Sales of previously-owned homes fell for the second consecutive month in December 2007, signaling that the nation's worst housing slump in more than 20 years is no where near recovery stage.The National Association of Realtors' index of signed purchase agreements decreased 1.5% to 85.9 in December 2007, the group said Thursday, in a statement. Economists had expected the index to fall about 1% in December. The index fell a revised 3% in November 2007, a downward revision.
Another sobering housing stat
Economist Glen Langan told BloggingStocks there's no way one can sugarcoat Thursday's housing sector statistic.
"The lower sales show a housing sector in pronounced recession, there's no other way to put it," Langan said. "Sales are down because prices are falling and people sense they will fall further. Obviously, few people in their right mind are going to buy a house when they sense that prices may be 5% or 10% lower or even lower in the months ahead. Based on the December data, it looks like we're going to continue to see housing sales weakness through 2008 and into 2009."

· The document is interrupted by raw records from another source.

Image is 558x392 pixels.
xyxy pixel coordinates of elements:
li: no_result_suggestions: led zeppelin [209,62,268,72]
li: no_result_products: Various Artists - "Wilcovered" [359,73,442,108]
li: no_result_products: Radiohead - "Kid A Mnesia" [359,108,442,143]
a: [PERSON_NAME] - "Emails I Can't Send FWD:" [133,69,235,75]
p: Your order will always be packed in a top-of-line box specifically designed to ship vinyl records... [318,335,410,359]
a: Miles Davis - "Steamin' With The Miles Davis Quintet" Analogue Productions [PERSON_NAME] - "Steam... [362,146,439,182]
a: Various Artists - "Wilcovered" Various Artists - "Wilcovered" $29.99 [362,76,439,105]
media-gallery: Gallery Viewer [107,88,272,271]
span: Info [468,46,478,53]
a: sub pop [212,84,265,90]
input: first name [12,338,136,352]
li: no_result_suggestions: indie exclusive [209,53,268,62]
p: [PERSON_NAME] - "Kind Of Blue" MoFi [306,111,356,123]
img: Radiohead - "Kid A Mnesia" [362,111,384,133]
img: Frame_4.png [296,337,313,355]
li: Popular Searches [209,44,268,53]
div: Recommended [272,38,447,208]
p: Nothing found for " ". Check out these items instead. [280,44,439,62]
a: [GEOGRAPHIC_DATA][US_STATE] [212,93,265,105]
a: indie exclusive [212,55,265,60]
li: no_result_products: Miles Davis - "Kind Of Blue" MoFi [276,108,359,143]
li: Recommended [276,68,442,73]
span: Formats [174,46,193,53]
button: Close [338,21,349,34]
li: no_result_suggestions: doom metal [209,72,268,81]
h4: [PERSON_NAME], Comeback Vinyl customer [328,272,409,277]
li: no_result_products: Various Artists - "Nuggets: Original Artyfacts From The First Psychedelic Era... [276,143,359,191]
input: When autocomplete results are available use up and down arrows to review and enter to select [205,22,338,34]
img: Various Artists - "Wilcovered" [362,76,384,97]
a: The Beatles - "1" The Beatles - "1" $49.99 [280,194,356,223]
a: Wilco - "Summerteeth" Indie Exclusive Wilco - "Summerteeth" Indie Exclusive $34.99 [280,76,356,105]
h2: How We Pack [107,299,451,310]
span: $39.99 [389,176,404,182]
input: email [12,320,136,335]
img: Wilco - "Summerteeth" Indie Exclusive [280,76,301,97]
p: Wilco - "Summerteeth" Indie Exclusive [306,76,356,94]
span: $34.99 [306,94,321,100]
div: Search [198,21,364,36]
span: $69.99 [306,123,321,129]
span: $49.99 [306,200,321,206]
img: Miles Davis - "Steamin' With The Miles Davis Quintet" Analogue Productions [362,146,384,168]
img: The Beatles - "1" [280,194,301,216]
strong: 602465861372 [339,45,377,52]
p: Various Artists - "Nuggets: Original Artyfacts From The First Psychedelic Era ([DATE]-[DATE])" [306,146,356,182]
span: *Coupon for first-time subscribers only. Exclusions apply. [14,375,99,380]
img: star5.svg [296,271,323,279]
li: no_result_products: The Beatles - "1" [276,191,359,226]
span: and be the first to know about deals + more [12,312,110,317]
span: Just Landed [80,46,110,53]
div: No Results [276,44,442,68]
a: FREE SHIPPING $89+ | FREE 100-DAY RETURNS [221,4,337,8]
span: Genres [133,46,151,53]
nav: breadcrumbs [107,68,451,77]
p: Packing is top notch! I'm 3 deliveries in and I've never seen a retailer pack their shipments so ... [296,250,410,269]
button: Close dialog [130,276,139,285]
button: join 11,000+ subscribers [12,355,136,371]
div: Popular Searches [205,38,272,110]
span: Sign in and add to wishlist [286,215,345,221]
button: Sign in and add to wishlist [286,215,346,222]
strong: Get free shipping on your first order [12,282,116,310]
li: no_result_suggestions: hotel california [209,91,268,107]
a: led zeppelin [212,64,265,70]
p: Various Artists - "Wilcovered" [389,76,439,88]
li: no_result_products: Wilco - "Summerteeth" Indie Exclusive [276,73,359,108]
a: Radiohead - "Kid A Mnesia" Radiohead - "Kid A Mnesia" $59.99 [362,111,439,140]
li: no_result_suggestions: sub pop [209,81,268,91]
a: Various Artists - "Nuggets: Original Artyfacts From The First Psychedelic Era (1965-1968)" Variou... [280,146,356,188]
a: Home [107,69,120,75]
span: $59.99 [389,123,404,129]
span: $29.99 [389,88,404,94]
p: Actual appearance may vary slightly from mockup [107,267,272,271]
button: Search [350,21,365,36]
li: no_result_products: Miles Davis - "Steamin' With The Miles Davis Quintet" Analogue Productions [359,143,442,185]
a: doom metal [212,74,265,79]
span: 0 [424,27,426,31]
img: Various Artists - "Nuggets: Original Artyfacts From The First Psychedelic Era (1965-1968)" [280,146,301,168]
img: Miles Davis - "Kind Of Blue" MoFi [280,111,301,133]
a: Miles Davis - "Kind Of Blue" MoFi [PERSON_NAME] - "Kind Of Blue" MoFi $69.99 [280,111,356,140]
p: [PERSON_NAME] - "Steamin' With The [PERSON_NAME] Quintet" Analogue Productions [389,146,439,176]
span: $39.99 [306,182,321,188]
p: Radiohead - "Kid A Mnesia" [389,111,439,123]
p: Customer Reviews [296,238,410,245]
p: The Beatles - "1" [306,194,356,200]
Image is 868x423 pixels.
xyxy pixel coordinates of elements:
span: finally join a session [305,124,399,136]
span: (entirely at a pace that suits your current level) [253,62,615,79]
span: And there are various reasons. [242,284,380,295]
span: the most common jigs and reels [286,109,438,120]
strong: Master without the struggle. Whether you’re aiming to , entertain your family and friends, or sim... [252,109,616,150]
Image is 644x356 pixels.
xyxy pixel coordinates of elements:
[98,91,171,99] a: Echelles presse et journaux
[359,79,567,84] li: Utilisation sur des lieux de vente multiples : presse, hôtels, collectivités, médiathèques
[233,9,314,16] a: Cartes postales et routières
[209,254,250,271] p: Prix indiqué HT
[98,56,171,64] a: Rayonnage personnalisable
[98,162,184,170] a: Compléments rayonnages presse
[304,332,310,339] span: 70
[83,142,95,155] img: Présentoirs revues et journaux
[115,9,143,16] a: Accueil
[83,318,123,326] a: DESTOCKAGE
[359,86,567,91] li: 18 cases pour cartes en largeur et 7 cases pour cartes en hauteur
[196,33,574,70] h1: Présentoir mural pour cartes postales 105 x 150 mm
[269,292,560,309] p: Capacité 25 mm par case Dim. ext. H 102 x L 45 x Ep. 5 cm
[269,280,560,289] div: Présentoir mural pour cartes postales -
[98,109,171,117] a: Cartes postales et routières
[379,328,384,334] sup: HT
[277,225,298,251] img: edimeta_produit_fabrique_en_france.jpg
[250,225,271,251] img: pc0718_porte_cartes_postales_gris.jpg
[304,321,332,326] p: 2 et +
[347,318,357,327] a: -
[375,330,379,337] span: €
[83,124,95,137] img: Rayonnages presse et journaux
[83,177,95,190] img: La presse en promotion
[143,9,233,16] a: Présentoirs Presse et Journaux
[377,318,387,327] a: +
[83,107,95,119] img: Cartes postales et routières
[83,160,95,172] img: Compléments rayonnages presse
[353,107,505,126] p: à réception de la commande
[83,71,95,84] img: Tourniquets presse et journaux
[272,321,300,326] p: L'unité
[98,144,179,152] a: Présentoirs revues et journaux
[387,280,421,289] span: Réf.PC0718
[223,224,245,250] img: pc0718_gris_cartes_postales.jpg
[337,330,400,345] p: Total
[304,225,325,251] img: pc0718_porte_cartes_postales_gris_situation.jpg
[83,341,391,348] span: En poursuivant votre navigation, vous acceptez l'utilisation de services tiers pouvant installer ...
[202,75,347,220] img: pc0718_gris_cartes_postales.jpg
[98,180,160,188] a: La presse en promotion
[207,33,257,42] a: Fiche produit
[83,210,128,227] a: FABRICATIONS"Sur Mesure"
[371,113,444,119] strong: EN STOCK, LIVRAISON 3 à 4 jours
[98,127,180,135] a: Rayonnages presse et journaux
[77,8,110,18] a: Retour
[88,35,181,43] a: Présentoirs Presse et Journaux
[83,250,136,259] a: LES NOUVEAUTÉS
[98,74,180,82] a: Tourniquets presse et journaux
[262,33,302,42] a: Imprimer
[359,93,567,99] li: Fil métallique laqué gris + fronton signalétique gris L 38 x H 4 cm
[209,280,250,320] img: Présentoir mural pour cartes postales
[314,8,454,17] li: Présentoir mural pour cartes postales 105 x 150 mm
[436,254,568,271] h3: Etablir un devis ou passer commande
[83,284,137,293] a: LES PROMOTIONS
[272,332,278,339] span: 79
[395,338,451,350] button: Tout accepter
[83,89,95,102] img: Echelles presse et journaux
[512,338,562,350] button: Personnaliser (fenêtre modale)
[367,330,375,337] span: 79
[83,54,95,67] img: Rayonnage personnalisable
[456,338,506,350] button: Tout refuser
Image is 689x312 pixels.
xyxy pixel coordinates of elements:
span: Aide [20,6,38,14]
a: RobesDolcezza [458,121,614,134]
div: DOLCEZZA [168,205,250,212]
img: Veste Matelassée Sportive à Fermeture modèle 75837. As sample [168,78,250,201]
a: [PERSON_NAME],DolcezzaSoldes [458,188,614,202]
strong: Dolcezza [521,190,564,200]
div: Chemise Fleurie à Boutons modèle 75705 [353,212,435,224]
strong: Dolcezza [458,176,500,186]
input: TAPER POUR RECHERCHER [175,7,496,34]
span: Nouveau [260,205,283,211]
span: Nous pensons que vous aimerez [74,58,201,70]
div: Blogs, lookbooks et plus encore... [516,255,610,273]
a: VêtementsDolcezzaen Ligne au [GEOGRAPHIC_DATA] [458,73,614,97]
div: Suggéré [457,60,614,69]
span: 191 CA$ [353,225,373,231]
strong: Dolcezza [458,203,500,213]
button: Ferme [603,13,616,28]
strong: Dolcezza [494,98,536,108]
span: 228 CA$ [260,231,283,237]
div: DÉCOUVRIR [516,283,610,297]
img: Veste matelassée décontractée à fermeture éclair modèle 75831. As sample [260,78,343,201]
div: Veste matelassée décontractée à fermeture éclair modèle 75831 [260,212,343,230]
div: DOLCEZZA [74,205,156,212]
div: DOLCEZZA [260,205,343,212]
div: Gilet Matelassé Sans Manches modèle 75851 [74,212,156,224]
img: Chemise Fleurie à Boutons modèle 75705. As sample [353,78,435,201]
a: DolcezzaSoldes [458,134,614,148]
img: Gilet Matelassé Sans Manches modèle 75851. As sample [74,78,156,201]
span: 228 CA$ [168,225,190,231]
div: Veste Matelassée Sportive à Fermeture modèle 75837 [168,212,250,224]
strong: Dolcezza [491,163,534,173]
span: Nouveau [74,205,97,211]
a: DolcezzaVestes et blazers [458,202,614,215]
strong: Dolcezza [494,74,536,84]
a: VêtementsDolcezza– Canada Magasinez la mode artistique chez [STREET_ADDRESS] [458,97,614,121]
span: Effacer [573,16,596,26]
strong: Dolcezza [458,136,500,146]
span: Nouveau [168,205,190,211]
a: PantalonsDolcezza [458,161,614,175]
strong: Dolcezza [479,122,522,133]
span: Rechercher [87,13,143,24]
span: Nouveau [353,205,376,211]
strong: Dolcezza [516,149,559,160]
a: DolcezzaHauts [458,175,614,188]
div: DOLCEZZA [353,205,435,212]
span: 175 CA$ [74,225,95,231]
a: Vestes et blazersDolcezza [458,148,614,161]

Purchases decreased 3.1% in the West, 3% in the South and 1.7% in the Northeast. One bright region: they rose 3.4% in the Midwest, the NAR said.
Langan added that a sluggish U.S. job market is also weighing on potential home buyer decisions. Historically, prospective U.S. home buyers have tended to postpone home purchases during periods of rising unemployment and/or slowing economic activity.
Above-norm inventories
Further, both the new and existing home markets had a 9.6 months supply on the market in December 2007 - - well above normal housing inventory levels. The NAR said inventories will have to fall to a 5-6 month supply to create balanced market conditions, which suggests that prices must fall further in many U.S. metro/suburban areas of the country to work-off excess inventory.
The NAR expects existing-home sales to run at an annualized pace of 4.9 million in the first half of 2008, rising to 5.8 million in the second half, and totaling 5.60 million for all of 2009. The aggregate existing-home price should decline 1.2% in 2008 to a median of $216,300, and then rise 3.2% to $223,200 in 2009.
However, Langan cautioned investors, and homebuyers, regarding the NAR's home sales and price projections, noting that the NAR also projects U.S. GDP growth of 2.2% in 2008 and 2.7% in 2009. Langan says its "unlikely the U.S. economy will grow at/above 2.2% in 2008."
"Given current economic activity, credit availability and financial sector concerns, a GDP growth rate of 2.2% or better in 2008 would be an achievement," Langan said. "We're much more likely to grow about 1.0-1.5% in 2008. Given that, I would push back the NAR's timetable for housing price recovery about 6 months, perhaps as long as 9 months. We'll need another year to work-off inventories, and meaningful price recovery may not occur until mid-2009, or even later."











Reader Comments (Page 1 of 1)
2-08-2008 @ 6:41AM
al coholic said...
I wish there was a way to divide home prices into four groups.
1. People who buy houses or condos for the purpose of flipping them within 2 years.
2. Resort and vacation property buyers. These are mainly 2nd homes.
3. First home buyers
4. Your normal run of the mill upgrader or family that gets relocated.
I bet the first group is the greatest cause of all the recent price distortions, especially in areas like Vegas, Phoenix, Florida, and California.